Detecting Conversation Topic Changes

Some applications need to know when the user switches topics so they can reset context or apply different handling logic. Build a simple topic detection step:

def detect_topic_change(current_input: str) -> bool:
    """Return True if the user seems to be changing topics."""
    if len(history) < 2:
        return False

    detection_prompt = ChatPromptTemplate.from_messages([
        ("system", "Classify whether the new message is on a completely different topic from the conversation history. Reply with only: same_topic or new_topic"),
        ("human", "History summary: {history_summary}\n\nNew message: {new_message}")
    ])

    # Get last few messages as summary
    recent = history[-4:] if len(history) >= 4 else history
    history_text = " | ".join([f"{m.type}: {m.content}" for m in recent])

    detection_chain = detection_prompt | model | parser
    result = detection_chain.invoke({
        "history_summary": history_text,
        "new_message": current_input
    })

    return "new_topic" in result.lower()

Conversation Flow Diagram

User types message
        │
        ▼
Is it a command? ──Yes──▶ Handle command, return result
        │No
        ▼
Is input valid? ──No───▶ Return validation error message
        │Yes
        ▼
Build prompt:
  [System] + [History] + [New Human Message]
        │
        ▼
Send to Chat Model
        │
        ▼
Receive AIMessage
        │
        ▼
Extract text with StrOutputParser
        │
        ▼
Save [HumanMessage, AIMessage] to history
        │
        ▼
Display response to user
        │
        ▼
Loop back to "User types message"

Testing Your Chatbot

Manual testing (typing messages yourself) reveals surface issues. Systematic testing catches deeper problems. Write tests that check specific behaviors:

def test_memory():
    """Verify the chatbot remembers facts across turns."""
    test_history = []

    def test_chat(msg):
        resp = chain.invoke({"history": test_history, "input": msg})
        test_history.append(HumanMessage(content=msg))
        test_history.append(AIMessage(content=resp))
        return resp

    test_chat("My name is Vikram and I am a teacher.")
    response = test_chat("What is my profession?")

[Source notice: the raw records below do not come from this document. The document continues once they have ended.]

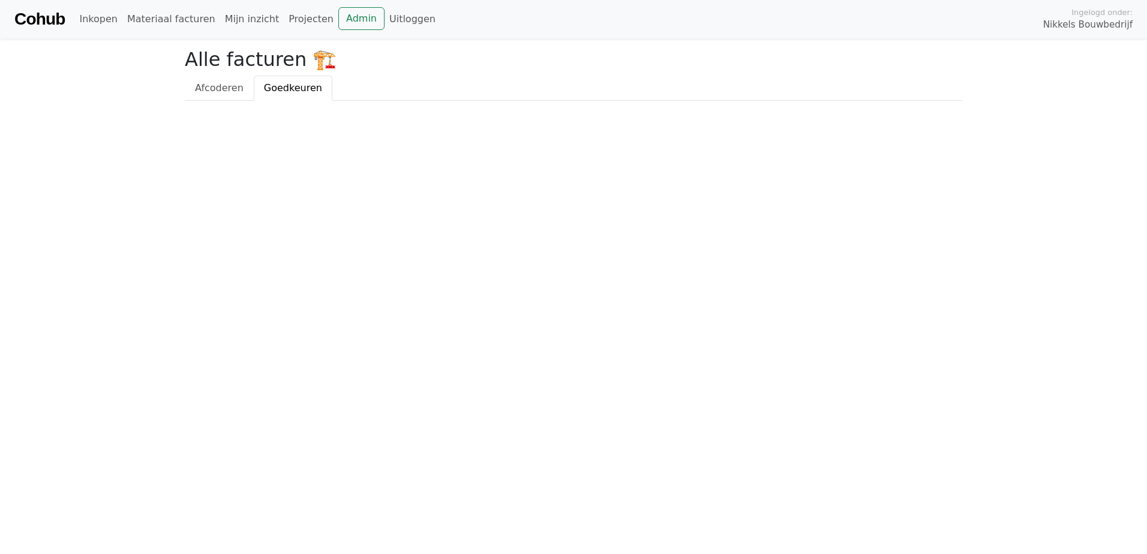 This screenshot has height=554, width=1147. I want to click on a: Materiaal facturen, so click(171, 19).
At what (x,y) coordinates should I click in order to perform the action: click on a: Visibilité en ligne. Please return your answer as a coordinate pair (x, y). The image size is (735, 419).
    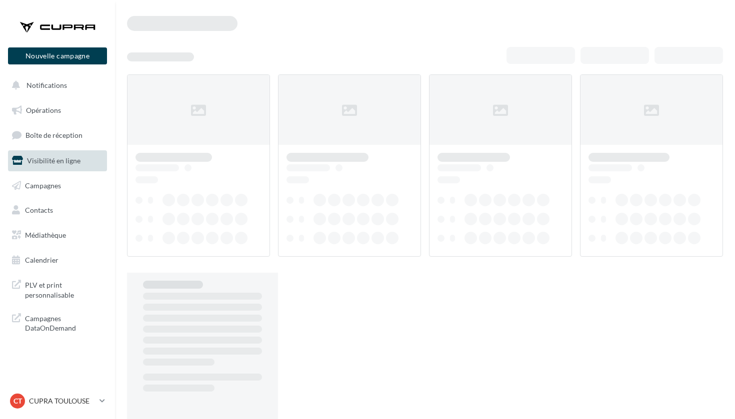
    Looking at the image, I should click on (57, 161).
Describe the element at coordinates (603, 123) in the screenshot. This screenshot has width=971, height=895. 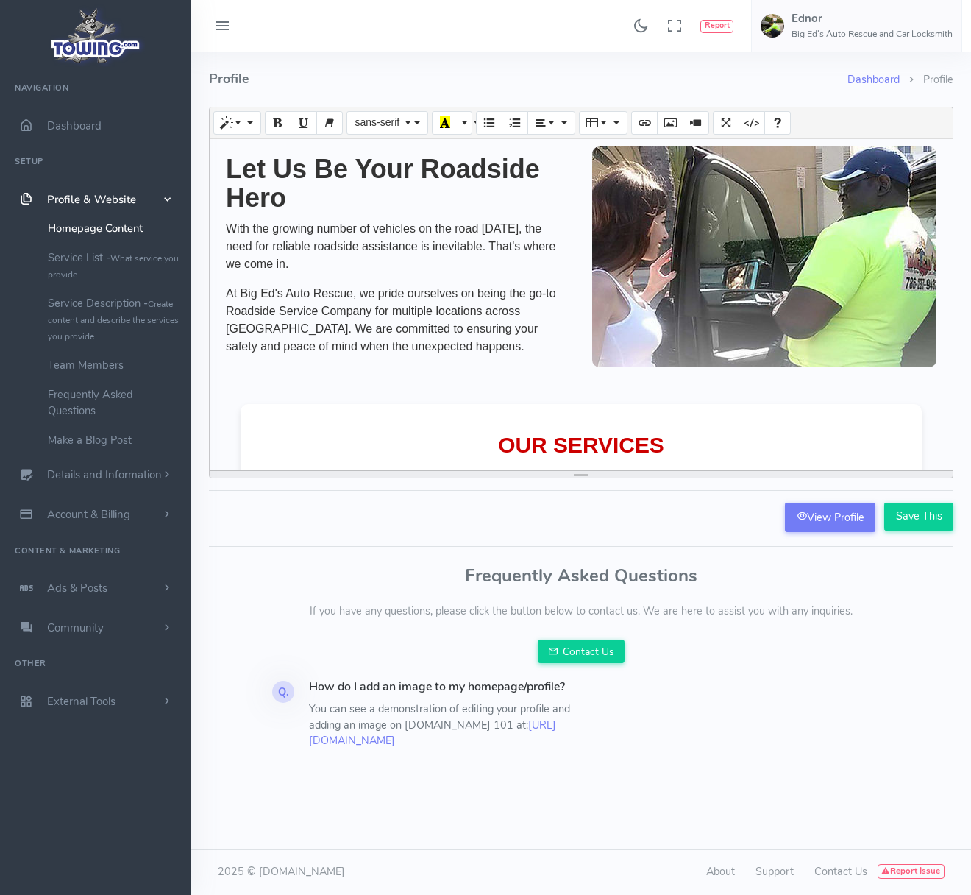
I see `button: Table` at that location.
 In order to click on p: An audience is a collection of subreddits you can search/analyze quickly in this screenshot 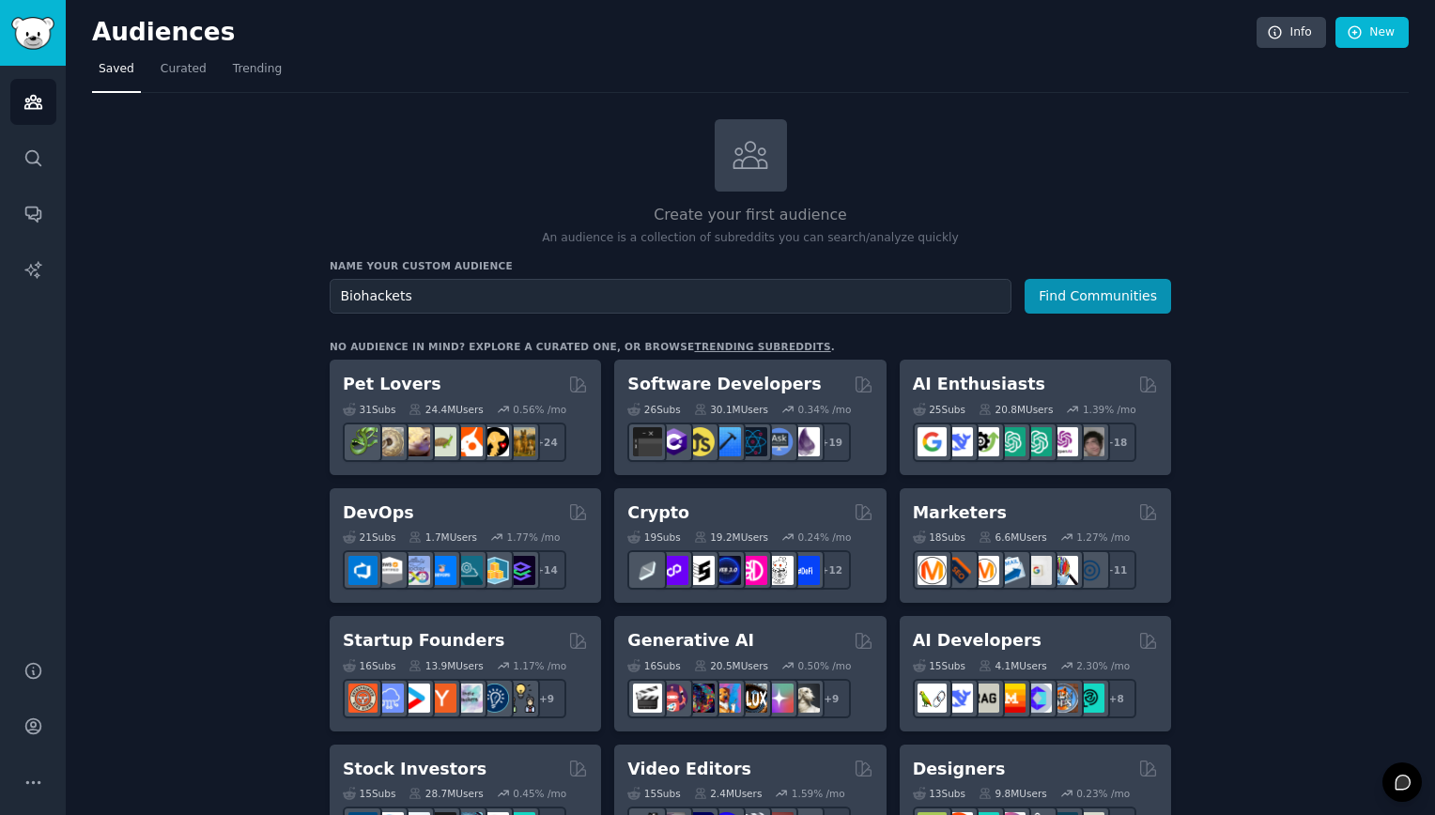, I will do `click(750, 239)`.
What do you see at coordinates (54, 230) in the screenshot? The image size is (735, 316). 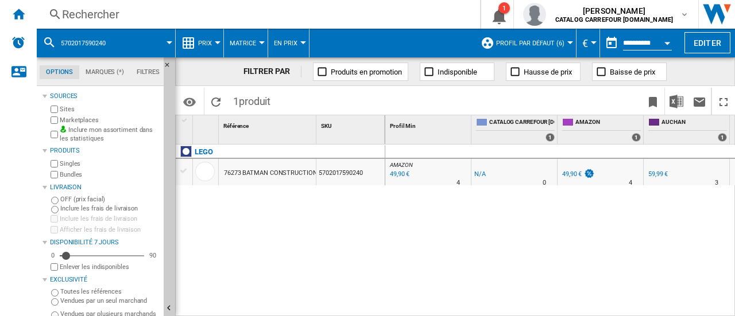 I see `input: Afficher les frais de livraison` at bounding box center [54, 230].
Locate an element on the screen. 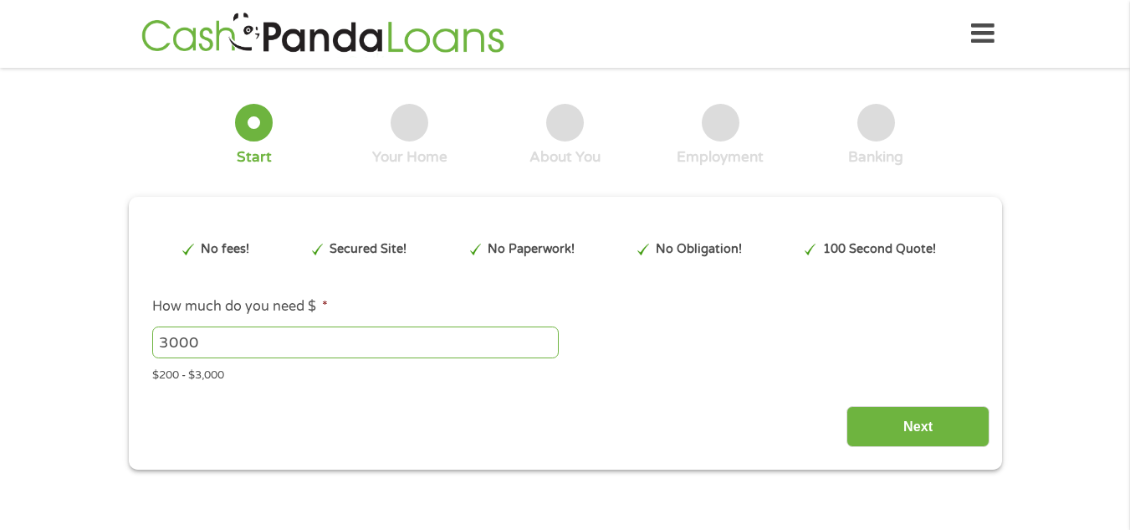  div: Your Home is located at coordinates (410, 157).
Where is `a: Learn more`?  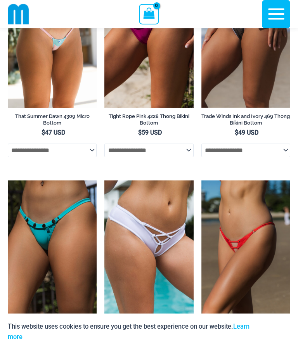
a: Learn more is located at coordinates (128, 332).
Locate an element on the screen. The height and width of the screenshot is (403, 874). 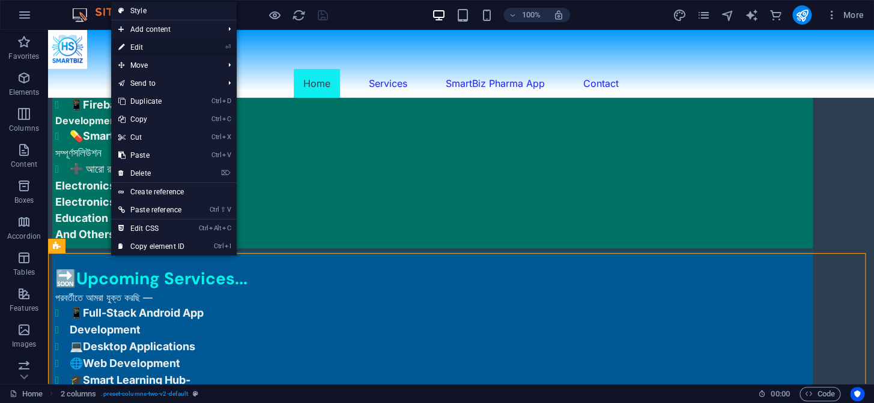
button: text_generator is located at coordinates (751, 15).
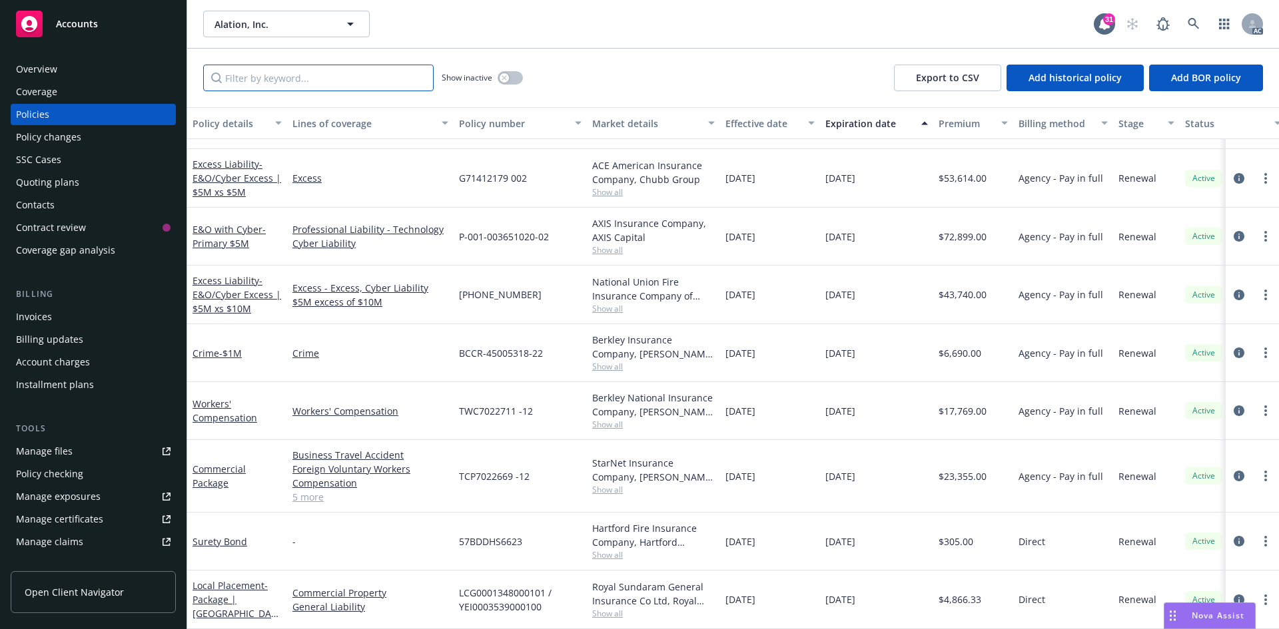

    assert "teacher" in response.lower(), f"Memory test failed. Response: {response}"
    print("Memory test passed!")

def test_system_prompt_adherence():
    """Verify the chatbot stays in scope."""
    test_history = []
    response = chain.invoke({
        "history": test_history,
        "input": "Tell me the stock price of Apple"
    })
    # Should redirect if out of scope
    print(f"Out-of-scope response: {response}")

test_memory()
test_system_prompt_adherence()

Conversation Export Feature

Users often want to save or share their conversations. Add a simple export function:

def export_conversation(history: list, filename: str = "conversation.txt"):
    """Export conversation to a readable text file."""
    lines = ["=== Conversation Export ===\n"]
    for msg in history:
        speaker = "You" if msg.type == "human" else "Nova"
        lines.append(f"{speaker}: {msg.content}\n")

    with open(filename, "w") as f:
        f.writelines(lines)

    print(f"Conversation saved to {filename}")

Summary

A complete conversational application needs a clear system prompt, a history management mechanism, input validation, command handling, error handling, and streaming output. Chat Models process structured message lists where each message has a type (system, human, or ai). The conversation loop builds the message list incrementally, appending new turns after each exchange. Testing specific behaviors catches memory and scope issues early.